Bestselling author Matthew Walker doesn’t mind if you fall asleep while reading his book. In fact, he encourages it. The UC Berkeley neuroscientist knows that if you sleep after learning something, you’re more likely to remember it. And if you remember what you learn in his book, Why We Sleep — Unlocking the Power of Sleep and Dreams, maybe come nighttime, you’ll turn off Netflix, put away your phone, and go to bed already.
We’d all be better off if we did. For starters, we’d be healthier. The link between sleep and illness is reason alone to hit the sack on time. But another aspect of sleep — noteworthy now that kids are back in school — is its critical connection to learning. Because without adequate sleep, learning and memory are compromised.
But sleep is usually the first thing to go when we get busy. Students, in particular, are challenged with packed schedules, heavy homework loads, early school starts, and brutally early bus pick-ups and “zero-period” classes. It’s a tough schedule, and one that goes against their very biology.
Starting in puberty, adolescents’ circadian rhythm begins to shift. By high school, it’s running hours later than their parents’. Melatonin peaks later, so teens go to bed later. Come sun up, their bodies are still immersed in vital stages of sleep. It’s a hard-wired biological change, and it’s why the Tahoe Truckee Unified School District recently queried parents to assess whether a later school start might be possible.
“When I filled out the survey,” said Ashley Phillips, local mom of middle- and high-schoolers, “I saw how incredibly hard it would be for most working families to accommodate a later start. I also thought about after-school clubs and sports getting pushed later.”
In the end, the school district decided not to change start times. The issue is complex, and not the focus of this article. Nevertheless, waking early has repercussions for teens, as does sleep loss for everyone, regardless of age.
SLEEP 101 AND LEARNING
Humans have two stages of sleep — REM, or dream sleep, and non-REM, which is deep, dreamless sleep. Non-REM is divided into four stages of increasing depth which, for simplicity, I’ll group into light and deep non-REM.
We cycle through all the stages of sleep multiple times per night, in cycles that last about 90 minutes. But the amount of time we spend in each stage is not equal. Our first couple of cycles are spent mostly in deep sleep, and as we progress toward morning, our cycles shift into more REM, alternating with light sleep.
As a result, most of our deep sleep happens in the first half of the night, and most of our REM and light sleep in the latter half.
This has major implications for learning.
When we memorize facts, such as the state capitals, someone’s name, or where you put your sunglasses, the memory is first captured by a region of the brain called the hippocampus. But the hippocampus has limited storage capacity. So while we sleep, our brain does a data transfer, moving new memories from the temporary storage in the hippocampus to long-term storage in the neocortex.
This transfer happens during both light and deep non-REM, with two distinct outcomes. Deep sleep cements, or consolidates, the new memories, saving them for long-term recall, while light sleep refreshes the hippocampus so it can absorb new information the following day. This refreshing happens via bursts of electrical activity called sleep spindles.
So what happens when you’re short on sleep? If you stay up late, you’ll be losing mostly deep sleep. In experiments, subjects who lost sleep in the first half of the night found their recall plummeted the next day.
But if you lose sleep in the latter half, especially the last two hours of snoozing, you’ll be losing most of your light sleep (and sleep spindles.) The next day, you won’t be as able to absorb new material. Missing those last two hours also means losing most of your REM.
REM — WEIRD BUT ESSENTIAL
When you have a whacky dream about riding a unicorn through Safeway, it’s hard to believe your brain is accomplishing anything. But during REM, your brain takes the vast catalogue of facts that it saved during non-REM sleep and figures out how all the information fits together. It does this by making novel, nonlogical associations between distantly related facts, which allows you to form abstract concepts, hatch creative ideas, and solve problems.
Put another way, non-REM helps you learn information, while REM sleep helps you comprehend it.

PRACTICE PLUS SLEEP MAKES PERFECT
In addition to learning facts, we also need to learn motor skills. When we practice a sport, musical instrument, or the fingering on a new computer keyboard, we learn by chunking the new movements into manageable segments. As we sleep, our brain transfers the new motor memories to brain circuits that function subconsciously. When we wake, our movements have become more fluid, automatic, and precise.
Even in the absence of practice, sleep has been shown to improve speed by 20% and accuracy by 35%.
The sleep stage responsible for improving motor skills? Light non-REM sleep spindles that are rich in the last two hours of sleep … precisely the hours that kids lose when they wake early for sports or zero-period jazz band — which require, ironically, motor skills.
“Maybe our kids are just overscheduled,” said Phillips, “and there aren’t enough hours in the day to fit everything in.”
But would her daughter want to quit jazz band in order to sleep in?
“No,” Phillips said. “It’s too important to her. We just try to get to bed early.”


» **WHAT THE EXERCISE ASKS**
Tally every line below where "Fail" appears, then report the total alone.

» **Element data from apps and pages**
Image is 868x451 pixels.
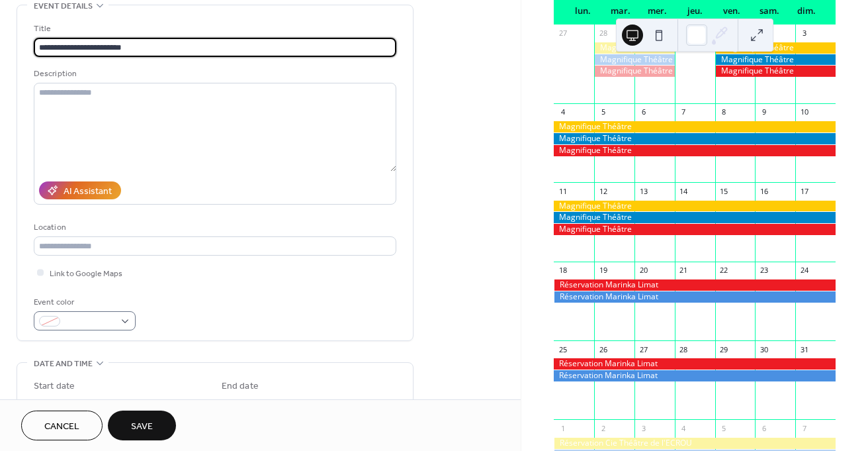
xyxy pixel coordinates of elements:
div: 11 [558,186,567,196]
div: Réservation Marinka Limat [554,370,836,381]
button: AI Assistant [39,182,121,200]
div: 4 [679,423,688,433]
div: 30 [759,344,769,355]
div: Magnifique Théâtre [554,212,836,223]
span: Link to Google Maps [50,267,122,281]
div: Start date [34,379,75,393]
div: 5 [719,423,729,433]
div: Magnifique Théâtre [554,133,836,145]
div: 16 [759,186,769,196]
div: Event color [34,295,133,309]
div: 22 [719,266,729,275]
div: 10 [799,107,809,117]
div: 9 [759,107,769,117]
div: 6 [759,423,769,433]
div: 25 [558,344,567,355]
div: Magnifique Théâtre [554,224,836,235]
div: Magnifique Théâtre [715,43,836,54]
span: Time [318,397,336,410]
div: 1 [558,423,567,433]
div: Magnifique Théâtre [594,54,675,65]
div: 27 [638,344,649,355]
div: Magnifique Théâtre [554,121,836,132]
div: Magnifique Théâtre [594,65,675,77]
div: Magnifique Théâtre [594,43,675,54]
span: Date [221,397,239,410]
div: 12 [598,186,608,196]
div: 28 [679,344,688,355]
div: 27 [558,28,567,39]
span: Time [130,397,148,410]
div: 2 [598,423,608,433]
div: Magnifique Théâtre [715,65,836,77]
div: 20 [638,266,649,275]
div: 24 [799,266,809,275]
div: Magnifique Théâtre [715,54,836,65]
div: Location [34,220,393,234]
span: Date [34,397,52,410]
span: Save [131,420,153,434]
div: 5 [598,107,608,117]
div: 14 [679,186,688,196]
div: 21 [679,266,688,275]
div: Magnifique Théâtre [554,200,836,212]
div: Réservation Cie Théâtre de l'ECROU [554,438,836,449]
div: 28 [598,28,608,39]
span: Cancel [44,420,79,434]
div: 4 [558,107,567,117]
div: 15 [719,186,729,196]
div: 29 [719,344,729,355]
div: 7 [679,107,688,117]
div: 18 [558,266,567,275]
div: 6 [638,107,649,117]
div: 17 [799,186,809,196]
div: Réservation Marinka Limat [554,280,836,291]
div: 31 [799,344,809,355]
div: Réservation Marinka Limat [554,358,836,370]
div: End date [221,379,259,393]
div: 3 [799,28,809,39]
button: Save [108,410,176,441]
div: 19 [598,266,608,275]
div: 26 [598,344,608,355]
div: AI Assistant [63,185,112,199]
div: Description [34,67,393,81]
div: 13 [638,186,649,196]
div: 3 [638,423,649,433]
div: 7 [799,423,809,433]
div: Title [34,22,393,36]
div: Réservation Marinka Limat [554,291,836,303]
div: 23 [759,266,769,275]
span: Date and time [34,357,93,371]
button: Cancel [21,410,102,441]
div: 8 [719,107,729,117]
div: Magnifique Théâtre [554,145,836,156]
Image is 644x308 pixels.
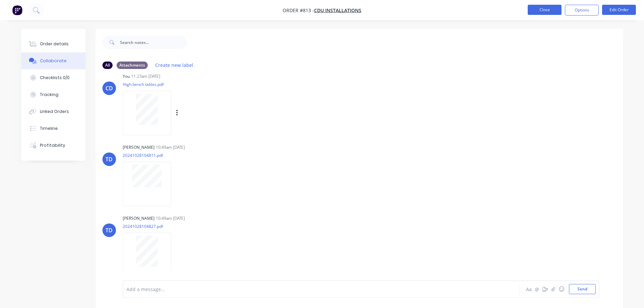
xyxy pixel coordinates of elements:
div: CD [106,84,113,93]
span: Order #813 - [283,7,314,14]
div: 10:49am [DATE] [156,215,185,222]
img: Factory [12,5,22,15]
button: Edit Order [603,5,636,15]
button: Options [565,5,599,16]
button: ☺ [558,285,566,293]
div: Attachments [117,61,148,69]
button: Timeline [22,120,86,137]
div: 11:23am [DATE] [131,74,160,79]
button: Collaborate [22,53,86,69]
p: 20241028104827.pdf [123,224,178,229]
div: Order details [40,41,69,47]
p: 20241028104811.pdf [123,152,178,158]
button: Send [569,284,596,294]
div: Profitability [40,142,65,149]
div: Tracking [40,91,58,98]
div: All [102,61,112,69]
button: Order details [22,36,86,53]
button: @ [533,285,542,293]
div: Collaborate [40,58,67,64]
p: High bench tables.pdf [123,81,247,87]
div: Timeline [40,126,58,131]
div: Checklists 0/0 [40,75,70,81]
button: Checklists 0/0 [22,69,86,86]
div: [PERSON_NAME] [123,145,154,150]
button: Profitability [22,137,86,154]
button: Aa [525,285,533,293]
div: You [123,74,130,79]
button: Create new label [152,60,197,70]
button: Linked Orders [22,103,86,120]
a: CDU Installations [314,7,361,14]
button: Close [528,5,562,15]
div: TD [106,227,112,234]
div: [PERSON_NAME] [123,215,154,222]
input: Search notes... [120,36,187,49]
button: Tracking [22,86,86,103]
div: TD [106,155,112,163]
div: 10:49am [DATE] [156,145,185,150]
div: Linked Orders [40,109,69,115]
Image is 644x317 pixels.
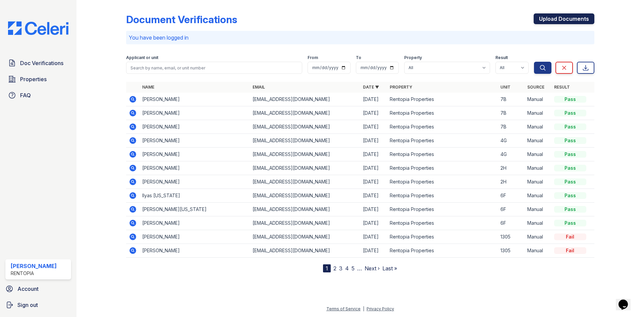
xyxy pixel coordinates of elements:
td: Rentopia Properties [387,120,498,134]
iframe: chat widget [616,290,637,310]
td: Rentopia Properties [387,189,498,202]
td: Manual [525,230,551,244]
td: Manual [525,162,551,175]
a: Result [554,85,570,90]
td: Rentopia Properties [387,230,498,244]
a: Source [527,85,544,90]
td: 2H [498,175,525,189]
td: Rentopia Properties [387,93,498,106]
td: [EMAIL_ADDRESS][DOMAIN_NAME] [250,147,360,162]
td: [PERSON_NAME][US_STATE] [140,202,250,217]
td: [DATE] [360,230,387,244]
span: FAQ [20,91,31,100]
td: [PERSON_NAME] [140,147,250,162]
td: [DATE] [360,147,387,162]
td: [PERSON_NAME] [140,120,250,134]
td: [PERSON_NAME] [140,217,250,230]
a: Properties [5,72,71,86]
td: Manual [525,120,551,134]
td: Rentopia Properties [387,134,498,147]
td: [DATE] [360,202,387,217]
td: Manual [525,106,551,120]
td: [DATE] [360,244,387,257]
td: [DATE] [360,93,387,106]
td: Rentopia Properties [387,162,498,175]
td: [DATE] [360,189,387,202]
td: [PERSON_NAME] [140,230,250,244]
a: 2 [334,265,337,272]
td: Rentopia Properties [387,244,498,257]
td: 7B [498,120,525,134]
td: 7B [498,106,525,120]
label: Applicant or unit [126,55,159,60]
td: [EMAIL_ADDRESS][DOMAIN_NAME] [250,175,360,189]
td: 2H [498,162,525,175]
div: Fail [554,247,587,254]
td: [EMAIL_ADDRESS][DOMAIN_NAME] [250,93,360,106]
a: Unit [501,85,510,90]
td: 1305 [498,230,525,244]
td: Ilyas [US_STATE] [140,189,250,202]
td: Manual [525,134,551,147]
td: Manual [525,147,551,162]
span: Properties [20,75,47,83]
span: … [357,264,362,272]
td: Manual [525,202,551,217]
td: [DATE] [360,120,387,134]
td: 7B [498,93,525,106]
label: From [307,55,318,60]
td: [DATE] [360,106,387,120]
img: CE_Logo_Blue-a8612792a0a2168367f1c8372b55b34899dd931a85d93a1a3d3e32e68fde9ad4.png [3,21,74,35]
td: [DATE] [360,217,387,230]
input: Search by name, email, or unit number [126,62,302,74]
div: Pass [554,178,587,185]
a: Doc Verifications [5,57,71,69]
a: 5 [352,265,355,272]
td: 4G [498,147,525,162]
td: 6F [498,217,525,230]
div: Rentopia [11,270,57,277]
a: Property [390,85,412,90]
a: 3 [339,265,343,272]
td: [EMAIL_ADDRESS][DOMAIN_NAME] [250,120,360,134]
td: Manual [525,175,551,189]
td: 6F [498,189,525,202]
td: [EMAIL_ADDRESS][DOMAIN_NAME] [250,217,360,230]
span: Doc Verifications [20,59,63,67]
td: Manual [525,189,551,202]
td: [EMAIL_ADDRESS][DOMAIN_NAME] [250,230,360,244]
td: [PERSON_NAME] [140,162,250,175]
td: [PERSON_NAME] [140,93,250,106]
td: [PERSON_NAME] [140,106,250,120]
div: Fail [554,233,587,240]
a: Name [142,85,154,90]
td: Rentopia Properties [387,217,498,230]
a: Privacy Policy [367,306,394,311]
p: You have been logged in [129,33,592,42]
td: 6F [498,202,525,217]
td: Manual [525,217,551,230]
div: Pass [554,137,587,144]
td: [PERSON_NAME] [140,244,250,257]
div: Pass [554,192,587,199]
td: Rentopia Properties [387,175,498,189]
td: 4G [498,134,525,147]
a: Date ▼ [363,85,379,90]
label: Result [495,55,508,60]
span: Sign out [17,301,38,309]
div: Pass [554,124,587,130]
a: Account [3,282,74,295]
td: [EMAIL_ADDRESS][DOMAIN_NAME] [250,244,360,257]
td: Manual [525,93,551,106]
a: Email [253,85,265,90]
a: 4 [345,265,349,272]
a: FAQ [5,88,71,102]
div: Pass [554,206,587,213]
td: [DATE] [360,162,387,175]
div: Pass [554,109,587,116]
td: [PERSON_NAME] [140,134,250,147]
a: Sign out [3,298,74,312]
td: [DATE] [360,175,387,189]
div: Pass [554,96,587,103]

» **RESPONSE**
2